Week 16 Progress Report: Plateaus Aren’t Really Flat


Weight Chart

Here are today’s numbers:

Starting Weight:
257.2
Original Target*:
273.8
Adjusted Target:
255.4
Actual Weight:
256.4
Loss/Gain:
– 0.8
Total Loss:
46.2
% of Goal:
33.3%
Avg. Loss/Wk.:
– 2.9
*Original target calculated from a starting weight of 302.6 lbs. and an average loss/wk. of 1.8 lbs.
This last week is hard to describe. There wasn’t a day since Tuesday that I went over-budget; yet on Wednesday, my weight shot up a discouraging 2.6 pounds, wrecking my effort to achieve the May challenge goal of 3% loss.

I’m almost certain that much of the fluctuation depends on how much sleep I’ve gotten when I weigh in, as well as the vagaries of estimating some portions and the calories I’ve consumed. For instance, yesterday I got up at 3:30 am to pick my cousin up from DFW International Airport, so I weighed in shortly thereafter. After taking him to Gainesville, a 1½-hour trip with a 45-minute stop at Cracker Barrel for a 500-calorie breakfast, having consumed my normal travel mug full of coffee (with a little extra at Cracker Barrel), I weighed again for the heck of it when I got back home. The scale told me I had neither lost nor gained anything. I should have expected at least a fractional difference because I was wearing street clothes rather than pajamas. Weird.

(How do you get a 500-calorie breakfast at Cracker Barrel, where carbs and fat abound? Simple: A side of two eggs — I prefer “over medium” — and a side of their Loaded Hashbrown Casserole. A lot of their breakfast entrees are under 550 calories, so long as you don’t get “All the Fixin’s.”)

If you go to New Mexico, you’ll see that plateaus aren’t literally flat any more than Kansas is literally flat. Like Kansas, plateaus generally have so few large plants or trees that you can see for miles, the eye blurring the gentle contours of the land. In fact, the flattest land I’ve seen is the Platte River valley in Nebraska as I-80 west of Grand Island runs parallel to it almost to the Nebraska-Colorado border. But if the slope as you move away from the mountains is so gradual you don’t notice, it’s still downhill.

Weight-loss plateaus are like that — at least, they are for me. The larger fact that I’ve lost 46 pounds in almost 4 months hides the subtler fact that there have been many days where my weight went up, that I finished one week almost a pound heavier than I started. There have been days outside of “diet holidays” where my self-control couldn’t stand up against the presence of a beloved food. If you look at my Ticker Factory graph, which is based on daily weights, you can see the upward bumps in an otherwise downward trend.

The point is, the trend is still downward.

Trust the process. Remember, we work with averages and estimates; the food you eat is under no compulsion to be exactly the number of calories you log. But whatever else your body does during plateau periods, it can’t pull fuel out of nowhere. Eat fewer calories than you burn and you’ll lose weight. It’s that simple, if not always that easy. And as your calorie budget shrinks, you change your food choices and eating patterns to fit within the tighter restrictions and/or you get more active to create more room in the budget.

(I’ll admit that exercising in order to eat more is a tail-wagging-the-dog way to think of it. However, many of the dishes we deem “comfort food” I believe were developed when more adults did physically demanding work and children burned calories by playing outdoors.)

So okay, it’ll probably be another week before I hit the 255 mark. The June challenge is to lose 10 lbs. by 6/30, which for me means 246.4 lbs., so I have to lose an average 2.5 lbs./week to hit that target. It’s a stretch; over the last month, I averaged ~1.9 lbs./week, which is just over the rate at which I’d planned to lose in the first place. But it’s not impossible, either. At any rate, I expect to be below 250 by then, which would check off my first major goal.

Even the largest plateau comes to an end sometime.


**Task**
The reply must reproduce each line below exactly.
- - -
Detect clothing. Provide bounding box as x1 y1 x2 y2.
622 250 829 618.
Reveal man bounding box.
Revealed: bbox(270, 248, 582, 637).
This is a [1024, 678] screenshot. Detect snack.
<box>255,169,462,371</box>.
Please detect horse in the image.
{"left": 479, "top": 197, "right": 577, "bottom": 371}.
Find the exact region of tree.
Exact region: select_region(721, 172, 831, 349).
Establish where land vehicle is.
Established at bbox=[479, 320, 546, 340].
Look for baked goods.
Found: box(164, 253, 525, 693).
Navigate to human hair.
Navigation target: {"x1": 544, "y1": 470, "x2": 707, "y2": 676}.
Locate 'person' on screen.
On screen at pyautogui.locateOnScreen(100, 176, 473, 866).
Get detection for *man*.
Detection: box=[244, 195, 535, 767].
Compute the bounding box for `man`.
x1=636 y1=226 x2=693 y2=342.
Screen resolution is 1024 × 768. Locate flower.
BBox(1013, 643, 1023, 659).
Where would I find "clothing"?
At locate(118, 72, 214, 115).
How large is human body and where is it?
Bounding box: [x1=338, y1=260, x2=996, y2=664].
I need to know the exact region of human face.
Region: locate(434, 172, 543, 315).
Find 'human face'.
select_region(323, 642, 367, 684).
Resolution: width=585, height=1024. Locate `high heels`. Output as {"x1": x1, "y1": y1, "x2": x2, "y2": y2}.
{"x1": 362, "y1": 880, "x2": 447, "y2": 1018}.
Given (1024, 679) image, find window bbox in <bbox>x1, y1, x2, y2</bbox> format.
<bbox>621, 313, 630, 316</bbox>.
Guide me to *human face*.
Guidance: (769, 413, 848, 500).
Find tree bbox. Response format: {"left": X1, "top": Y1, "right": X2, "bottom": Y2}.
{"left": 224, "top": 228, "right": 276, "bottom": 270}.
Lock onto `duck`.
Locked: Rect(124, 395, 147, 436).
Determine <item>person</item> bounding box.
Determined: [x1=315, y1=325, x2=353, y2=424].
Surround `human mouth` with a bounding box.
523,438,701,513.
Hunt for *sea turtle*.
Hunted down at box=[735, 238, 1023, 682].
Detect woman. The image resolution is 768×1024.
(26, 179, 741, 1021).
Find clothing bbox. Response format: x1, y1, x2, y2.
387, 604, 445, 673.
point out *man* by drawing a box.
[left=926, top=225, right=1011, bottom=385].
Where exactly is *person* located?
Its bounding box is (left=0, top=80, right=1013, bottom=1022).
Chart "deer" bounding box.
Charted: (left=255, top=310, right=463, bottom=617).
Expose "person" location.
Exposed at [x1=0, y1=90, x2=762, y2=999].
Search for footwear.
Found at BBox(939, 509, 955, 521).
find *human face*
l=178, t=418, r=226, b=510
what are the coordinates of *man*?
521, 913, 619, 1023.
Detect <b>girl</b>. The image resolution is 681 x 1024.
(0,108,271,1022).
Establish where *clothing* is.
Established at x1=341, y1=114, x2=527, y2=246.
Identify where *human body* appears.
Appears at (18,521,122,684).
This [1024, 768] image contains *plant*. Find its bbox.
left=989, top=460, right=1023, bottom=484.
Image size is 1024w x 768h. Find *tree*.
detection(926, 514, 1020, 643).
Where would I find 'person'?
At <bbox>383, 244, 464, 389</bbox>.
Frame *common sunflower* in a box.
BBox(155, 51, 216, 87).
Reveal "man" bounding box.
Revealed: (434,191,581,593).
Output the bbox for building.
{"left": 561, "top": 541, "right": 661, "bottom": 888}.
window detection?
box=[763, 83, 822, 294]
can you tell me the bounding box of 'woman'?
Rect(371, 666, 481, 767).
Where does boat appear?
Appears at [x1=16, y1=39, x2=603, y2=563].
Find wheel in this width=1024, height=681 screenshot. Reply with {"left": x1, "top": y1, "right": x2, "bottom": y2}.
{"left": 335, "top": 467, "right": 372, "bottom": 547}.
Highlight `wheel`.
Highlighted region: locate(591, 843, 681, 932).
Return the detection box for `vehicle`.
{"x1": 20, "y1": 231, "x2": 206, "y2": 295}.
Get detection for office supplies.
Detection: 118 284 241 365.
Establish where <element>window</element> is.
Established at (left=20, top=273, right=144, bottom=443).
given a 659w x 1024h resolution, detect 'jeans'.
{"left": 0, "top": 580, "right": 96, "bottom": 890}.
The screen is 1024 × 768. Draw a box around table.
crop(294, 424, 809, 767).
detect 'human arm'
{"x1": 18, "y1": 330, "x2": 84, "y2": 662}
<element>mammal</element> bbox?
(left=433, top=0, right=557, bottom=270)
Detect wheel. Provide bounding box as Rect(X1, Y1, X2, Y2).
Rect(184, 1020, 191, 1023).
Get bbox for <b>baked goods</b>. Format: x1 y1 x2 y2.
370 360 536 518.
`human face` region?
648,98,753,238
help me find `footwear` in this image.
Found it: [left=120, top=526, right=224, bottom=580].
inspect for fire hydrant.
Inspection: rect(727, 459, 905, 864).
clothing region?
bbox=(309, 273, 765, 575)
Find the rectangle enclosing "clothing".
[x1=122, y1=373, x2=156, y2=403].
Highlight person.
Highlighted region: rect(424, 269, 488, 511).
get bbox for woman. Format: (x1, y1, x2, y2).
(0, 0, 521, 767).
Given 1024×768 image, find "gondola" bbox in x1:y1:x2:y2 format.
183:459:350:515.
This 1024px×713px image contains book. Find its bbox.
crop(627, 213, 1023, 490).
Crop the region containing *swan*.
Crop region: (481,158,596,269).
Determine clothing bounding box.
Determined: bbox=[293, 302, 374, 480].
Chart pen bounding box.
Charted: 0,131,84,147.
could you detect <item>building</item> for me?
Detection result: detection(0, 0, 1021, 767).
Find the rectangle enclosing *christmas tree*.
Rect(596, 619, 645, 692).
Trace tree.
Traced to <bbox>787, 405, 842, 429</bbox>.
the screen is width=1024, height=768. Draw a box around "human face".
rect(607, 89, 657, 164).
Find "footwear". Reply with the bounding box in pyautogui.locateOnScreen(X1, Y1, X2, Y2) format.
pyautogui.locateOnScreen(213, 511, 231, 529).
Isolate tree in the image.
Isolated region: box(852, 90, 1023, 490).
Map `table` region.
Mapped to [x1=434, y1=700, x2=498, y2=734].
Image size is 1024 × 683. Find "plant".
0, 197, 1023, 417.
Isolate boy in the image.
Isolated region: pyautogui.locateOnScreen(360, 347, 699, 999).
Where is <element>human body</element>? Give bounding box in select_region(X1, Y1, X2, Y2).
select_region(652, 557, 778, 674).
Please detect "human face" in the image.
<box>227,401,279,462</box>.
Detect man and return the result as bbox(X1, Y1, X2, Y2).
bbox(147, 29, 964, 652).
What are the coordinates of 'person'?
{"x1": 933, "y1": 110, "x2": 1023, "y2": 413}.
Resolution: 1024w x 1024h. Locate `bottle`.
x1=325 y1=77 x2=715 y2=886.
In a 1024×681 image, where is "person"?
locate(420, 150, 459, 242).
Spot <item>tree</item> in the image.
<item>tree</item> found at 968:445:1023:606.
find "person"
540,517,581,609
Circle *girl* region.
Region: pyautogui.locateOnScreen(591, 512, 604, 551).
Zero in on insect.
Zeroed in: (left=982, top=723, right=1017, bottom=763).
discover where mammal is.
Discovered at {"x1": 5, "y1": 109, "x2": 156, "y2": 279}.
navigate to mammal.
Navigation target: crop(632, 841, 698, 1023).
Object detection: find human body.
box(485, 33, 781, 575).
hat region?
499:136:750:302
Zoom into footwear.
- - -
**Final answer**
Detect clothing. Provide bounding box as x1 y1 x2 y2.
622 250 829 618.
Reveal man bounding box.
Revealed: bbox(270, 248, 582, 637).
This is a [1024, 678] screenshot. Detect snack.
<box>255,169,462,371</box>.
Please detect horse in the image.
{"left": 479, "top": 197, "right": 577, "bottom": 371}.
Find the exact region of tree.
Exact region: select_region(721, 172, 831, 349).
Establish where land vehicle is.
Established at bbox=[479, 320, 546, 340].
Look for baked goods.
Found: box(164, 253, 525, 693).
Navigate to human hair.
Navigation target: {"x1": 544, "y1": 470, "x2": 707, "y2": 676}.
Locate 'person' on screen.
On screen at pyautogui.locateOnScreen(100, 176, 473, 866).
Get detection for *man*.
Detection: box=[244, 195, 535, 767].
Compute the bounding box for `man`.
x1=636 y1=226 x2=693 y2=342.
Screen resolution is 1024 × 768. Locate flower.
BBox(1013, 643, 1023, 659).
Where would I find "clothing"?
At locate(118, 72, 214, 115).
How large is human body and where is it?
Bounding box: [x1=338, y1=260, x2=996, y2=664].
I need to know the exact region of human face.
Region: locate(434, 172, 543, 315).
Find 'human face'.
select_region(323, 642, 367, 684).
Resolution: width=585, height=1024. Locate `high heels`. Output as {"x1": x1, "y1": y1, "x2": x2, "y2": y2}.
{"x1": 362, "y1": 880, "x2": 447, "y2": 1018}.
Given (1024, 679) image, find window bbox in <bbox>x1, y1, x2, y2</bbox> format.
<bbox>621, 313, 630, 316</bbox>.
Guide me to *human face*.
Guidance: (769, 413, 848, 500).
Find tree bbox. Response format: {"left": X1, "top": Y1, "right": X2, "bottom": Y2}.
{"left": 224, "top": 228, "right": 276, "bottom": 270}.
Lock onto `duck`.
Locked: Rect(124, 395, 147, 436).
Determine <item>person</item> bounding box.
Determined: [x1=315, y1=325, x2=353, y2=424].
Surround `human mouth` with a bounding box.
523,438,701,513.
Hunt for *sea turtle*.
Hunted down at box=[735, 238, 1023, 682].
Detect woman. The image resolution is 768×1024.
(26, 179, 741, 1021).
Find clothing bbox. Response format: x1, y1, x2, y2.
387, 604, 445, 673.
point out *man* by drawing a box.
[left=926, top=225, right=1011, bottom=385].
Where exactly is *person* located?
Its bounding box is (left=0, top=80, right=1013, bottom=1022).
Chart "deer" bounding box.
Charted: (left=255, top=310, right=463, bottom=617).
Expose "person" location.
Exposed at [x1=0, y1=90, x2=762, y2=999].
Search for footwear.
Found at BBox(939, 509, 955, 521).
find *human face*
l=178, t=418, r=226, b=510
what are the coordinates of *man*?
521, 913, 619, 1023.
Detect <b>girl</b>. The image resolution is 681 x 1024.
(0,108,271,1022).
Establish where *clothing* is.
Established at x1=341, y1=114, x2=527, y2=246.
Identify where *human body* appears.
Appears at (18,521,122,684).
This [1024, 768] image contains *plant*. Find its bbox.
left=989, top=460, right=1023, bottom=484.
Image size is 1024w x 768h. Find *tree*.
detection(926, 514, 1020, 643).
Where would I find 'person'?
At <bbox>383, 244, 464, 389</bbox>.
Frame *common sunflower* in a box.
BBox(155, 51, 216, 87).
Reveal "man" bounding box.
Revealed: (434,191,581,593).
Output the bbox for building.
{"left": 561, "top": 541, "right": 661, "bottom": 888}.
window detection?
box=[763, 83, 822, 294]
can you tell me the bounding box of 'woman'?
Rect(371, 666, 481, 767).
Where does boat appear?
Appears at [x1=16, y1=39, x2=603, y2=563].
Find wheel in this width=1024, height=681 screenshot. Reply with {"left": x1, "top": y1, "right": x2, "bottom": y2}.
{"left": 335, "top": 467, "right": 372, "bottom": 547}.
Highlight `wheel`.
Highlighted region: locate(591, 843, 681, 932).
Return the detection box for `vehicle`.
{"x1": 20, "y1": 231, "x2": 206, "y2": 295}.
Get detection for office supplies.
Detection: 118 284 241 365.
Establish where <element>window</element> is.
Established at (left=20, top=273, right=144, bottom=443).
given a 659w x 1024h resolution, detect 'jeans'.
{"left": 0, "top": 580, "right": 96, "bottom": 890}.
The screen is 1024 × 768. Draw a box around table.
crop(294, 424, 809, 767).
detect 'human arm'
{"x1": 18, "y1": 330, "x2": 84, "y2": 662}
<element>mammal</element> bbox?
(left=433, top=0, right=557, bottom=270)
Detect wheel. Provide bounding box as Rect(X1, Y1, X2, Y2).
Rect(184, 1020, 191, 1023).
Get bbox for <b>baked goods</b>. Format: x1 y1 x2 y2.
370 360 536 518.
`human face` region?
648,98,753,238
help me find `footwear` in this image.
Found it: [left=120, top=526, right=224, bottom=580].
inspect for fire hydrant.
Inspection: rect(727, 459, 905, 864).
clothing region?
bbox=(309, 273, 765, 575)
Find the rectangle enclosing "clothing".
[x1=122, y1=373, x2=156, y2=403].
Highlight person.
Highlighted region: rect(424, 269, 488, 511).
get bbox for woman. Format: (x1, y1, x2, y2).
(0, 0, 521, 767).
Given 1024×768 image, find "gondola" bbox in x1:y1:x2:y2 format.
183:459:350:515.
This 1024px×713px image contains book. Find its bbox.
crop(627, 213, 1023, 490).
Crop the region containing *swan*.
Crop region: (481,158,596,269).
Determine clothing bounding box.
Determined: bbox=[293, 302, 374, 480].
Chart pen bounding box.
Charted: 0,131,84,147.
could you detect <item>building</item> for me?
Detection result: detection(0, 0, 1021, 767).
Find the rectangle enclosing *christmas tree*.
Rect(596, 619, 645, 692).
Trace tree.
Traced to <bbox>787, 405, 842, 429</bbox>.
the screen is width=1024, height=768. Draw a box around "human face".
rect(607, 89, 657, 164).
Find "footwear". Reply with the bounding box in pyautogui.locateOnScreen(X1, Y1, X2, Y2) format.
pyautogui.locateOnScreen(213, 511, 231, 529).
Isolate tree in the image.
Isolated region: box(852, 90, 1023, 490).
Map `table` region.
Mapped to [x1=434, y1=700, x2=498, y2=734].
Image size is 1024 × 683. Find "plant".
0, 197, 1023, 417.
Isolate boy in the image.
Isolated region: pyautogui.locateOnScreen(360, 347, 699, 999).
Where is <element>human body</element>? Give bounding box in select_region(X1, Y1, X2, Y2).
select_region(652, 557, 778, 674).
Please detect "human face" in the image.
<box>227,401,279,462</box>.
Detect man and return the result as bbox(X1, Y1, X2, Y2).
bbox(147, 29, 964, 652).
What are the coordinates of 'person'?
{"x1": 933, "y1": 110, "x2": 1023, "y2": 413}.
Resolution: 1024w x 1024h. Locate `bottle`.
x1=325 y1=77 x2=715 y2=886.
In a 1024×681 image, where is "person"?
locate(420, 150, 459, 242).
Spot <item>tree</item> in the image.
<item>tree</item> found at 968:445:1023:606.
find "person"
540,517,581,609
Circle *girl* region.
Region: pyautogui.locateOnScreen(591, 512, 604, 551).
Zero in on insect.
Zeroed in: (left=982, top=723, right=1017, bottom=763).
discover where mammal is.
Discovered at {"x1": 5, "y1": 109, "x2": 156, "y2": 279}.
navigate to mammal.
Navigation target: crop(632, 841, 698, 1023).
Object detection: find human body.
box(485, 33, 781, 575).
hat region?
499:136:750:302
Zoom into footwear.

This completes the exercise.